In 1986 I became a director at the Max-Planck Institute for Extraterrestrial Physics (MPE) in Garching, near Munich. At the time, I was quite unsure whether returning to Germany was the best choice. Berkeley was wonderful, Europe looked pretty un-dynamic. However, I never regretted it. The older I get the more I am grateful to the Max-Planck Society (MPG) for providing such an absolutely wonderful opportunity to pursue basic research at a top level with so few strings attached. Outside the MPG, our research programme in the last twenty years, including the work for which I am being honoured by the Shaw Prize, would not have been possible.
My interest in the question of whether the Galactic nucleus harbours a black hole goes back to the Berkeley period. Townes and his group (including myself) had concluded from the motions of interstellar gas in the vicinity of the compact central radio source SgrA* that there was a non-stellar central mass concentration of about four million solar masses, most likely in the form of a massive black hole. Few others were persuaded by the evidence, however.

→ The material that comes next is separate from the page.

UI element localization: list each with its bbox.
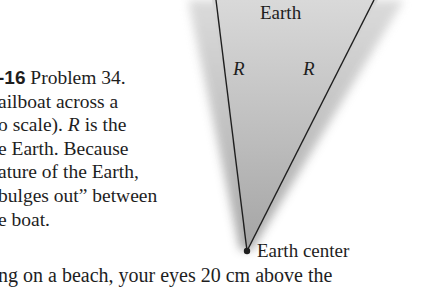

At MPE we made the quest for the black hole in the Galactic Center one of our central research themes, others being studies of active galactic nuclei and of the evolution of galaxies in the early Universe. To exclude other possible explanations of the mass concentration we needed to make dynamical measurements much closer to SgrA*. For this purpose, we developed a series of ever more powerful instruments exploiting high resolution imaging and spectroscopy in the near-infrared, including the novel technique of adaptive optics. We used these instruments for increasingly more precise observations of the motions of stars in the vicinity of SgrA*, initially (starting 1991) at the 3.5m New Technology Telescope and since 2002, at the 8m Very Large Telescope (VLT) of the European Southern Observatory (ESO). The excellent collaboration with ESO was one of the cornerstones for our success, for which I am very grateful. ESO and the VLT are an exemplary success story of European cooperation. Another key element was the ingenuity, dedication and outstanding capabilities of the members of our entire MPE team. I would like to mention especially Andreas Eckart, Frank Eisenhauer, Dieter Lutz, Albrecht Poglitsch and Linda Tacconi.
From the stellar dynamics evidence, in conjunction with very long baseline radio interferometry observations of SgrA* by Mark Reid and others, we can now conclude, after almost twenty years of research, that the central mass of four million solar masses must indeed be a massive black hole, beyond any reasonable doubt. A second team led by Andrea Ghez at UCLA carried out similar observations with the Keck telescope on Mauna Kea and independently came to exactly the same conclusions. Nature was good to us and our perseverance paid off! Considering the Galactic Center a laboratory for studying phenomena that are occurring also in most other galactic nuclei, this result takes on a broader relevance. It is now widely believed that the dark mass concentrations found in many galaxies, including the spectacular quasars, probably are all massive black holes accreting gas in various amounts. The formation and evolution of massive black holes and of their host galaxies appear to be intimately connected. Their symbiotic relationship started when the Universe was less than 1 billion years old.
It has been a privilege for me to be able to actively contribute in a little way to this remarkable and completely unexpected story. It has been (and continues to be) a lot of fun!